I'm using /checkins/recent endpoint. I was trying to get the check-in time. I find a json object createdAt. is that related with time ?
So, my question is how can I get the time from recent check-ins.
The Foursquare API docs for checkin object clearly state that createdAt represents the unix epoch time when the object was generated(time of activity). So, you can get the UTC time from the epoch. Add in the time zone offset, it denotes the minutes you need to add in the time to get local time.For example, the example checkin object in your question is from Bangladesh, so it has a offset of 360.
You haven't mentioned the language but from your tag list, I am assuming you have used Ruby so a simple way to do this in ruby would be.
require 'date'
Time.at(your_createdAt_value).utc.to_datetime
#For example from your created at value
Time.at(1389630660).utc.to_datetime
#This will make a datetime object of value 2014-01-13T16:31:00+00:00
For getting local time you can use the value of timeZoneOffset.
#To get local time add in the timeZoneOffSet
Time.at(your_createdAt_value).utc.to_datetime+Rational(timeZoneOffset_value,1440)
#The 1440 value is the number of minutes in a day. Rational calculates
#the fraction of the day by using the two values and adds it to the datetime object.
#for example,
Time.at(1389630660).utc.to_datetime+Rational(360,1440)
#This will make a datetime object of value 2014-01-13T22:31:00+00:00
You can format the object to the value you want by using formatting methods.
Related
I'd like to display a chrono of elapsed time since the beginning of an operation to a user.
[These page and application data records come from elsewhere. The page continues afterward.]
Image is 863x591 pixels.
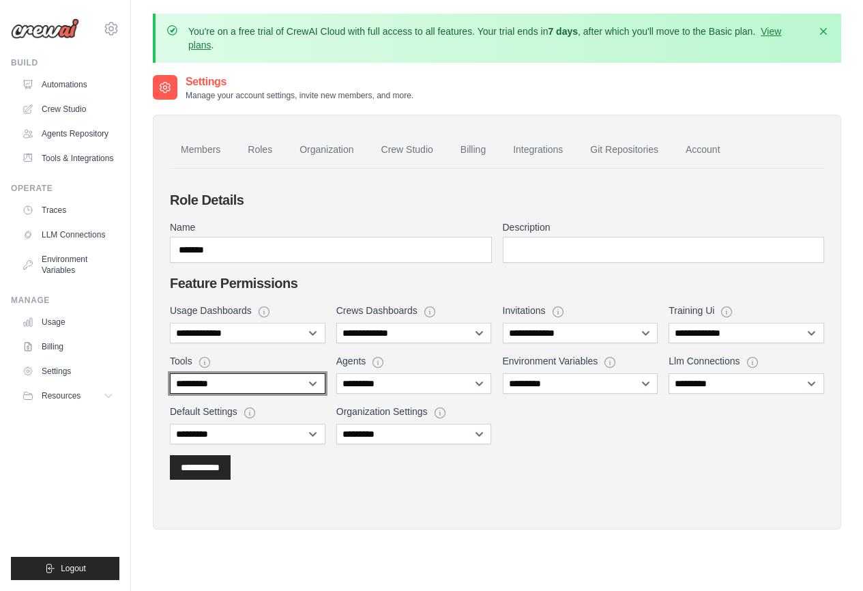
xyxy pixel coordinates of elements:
[186,90,413,101] p: Manage your account settings, invite new members, and more.
[42,390,81,401] span: Resources
[11,57,119,68] div: Build
[336,354,366,368] label: Agents
[186,74,413,90] h2: Settings
[170,132,231,169] a: Members
[370,132,444,169] a: Crew Studio
[503,220,825,234] label: Description
[237,132,283,169] a: Roles
[188,25,809,52] p: You're on a free trial of CrewAI Cloud with full access to all features. Your trial ends in , aft...
[170,405,237,418] label: Default Settings
[289,132,364,169] a: Organization
[450,132,497,169] a: Billing
[11,18,79,39] img: Logo
[16,336,119,358] a: Billing
[16,98,119,120] a: Crew Studio
[502,132,574,169] a: Integrations
[336,405,428,418] label: Organization Settings
[16,385,119,407] button: Resources
[336,304,418,317] label: Crews Dashboards
[675,132,731,169] a: Account
[170,304,252,317] label: Usage Dashboards
[170,274,824,293] h2: Feature Permissions
[579,132,669,169] a: Git Repositories
[11,295,119,306] div: Manage
[170,190,824,209] h2: Role Details
[16,74,119,96] a: Automations
[16,360,119,382] a: Settings
[548,26,578,37] strong: 7 days
[16,311,119,333] a: Usage
[16,224,119,246] a: LLM Connections
[669,304,714,317] label: Training Ui
[503,354,598,368] label: Environment Variables
[503,304,546,317] label: Invitations
[669,354,740,368] label: Llm Connections
[11,557,119,580] button: Logout
[16,123,119,145] a: Agents Repository
[170,354,192,368] label: Tools
[16,248,119,281] a: Environment Variables
[11,183,119,194] div: Operate
[16,147,119,169] a: Tools & Integrations
[170,220,492,234] label: Name
[61,563,86,574] span: Logout
[16,199,119,221] a: Traces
I create a Duration instance from a number of seconds, but then, I can't find a way to properly format it like 00:00:23. Do I have to manually get each time component (hours, minutes, seconds) and assemble them?
The Formatting section of the docs specifies that a DateTimeFormatter can only be passed to the format method of LocalDate, LocalTime, LocalDateTime, or ZonedDateTime instance, and Duration does not have such method.
I am working on a news website and I am saving all dates in the database in UTC. Then, depending on the browser/machine location, I want to display the date/time correspondingly (Convert from UTC to the Local time of the machine/browser).
First of all, I would like to know if I am doing this the way it should be done or not (UTC dates in the database).
Second, I wonder why isn't it that straightforward to do so in VB.NET? Below are the approaches I tried but none worked as needed:
Approach 1:
TimeZoneInfo.ConvertTimeFromUtC
This kept returning the server time and not the client/machine time.
Approach 2:
Dim TimeZone As TimeZoneInfo = TimeZoneInfo.FindSystemTimeZoneById("Middle East Standard Time")
Dim Dated As DateTime = TimeZoneInfo.ConvertTimeFromUtC(TempDate, TimeZone)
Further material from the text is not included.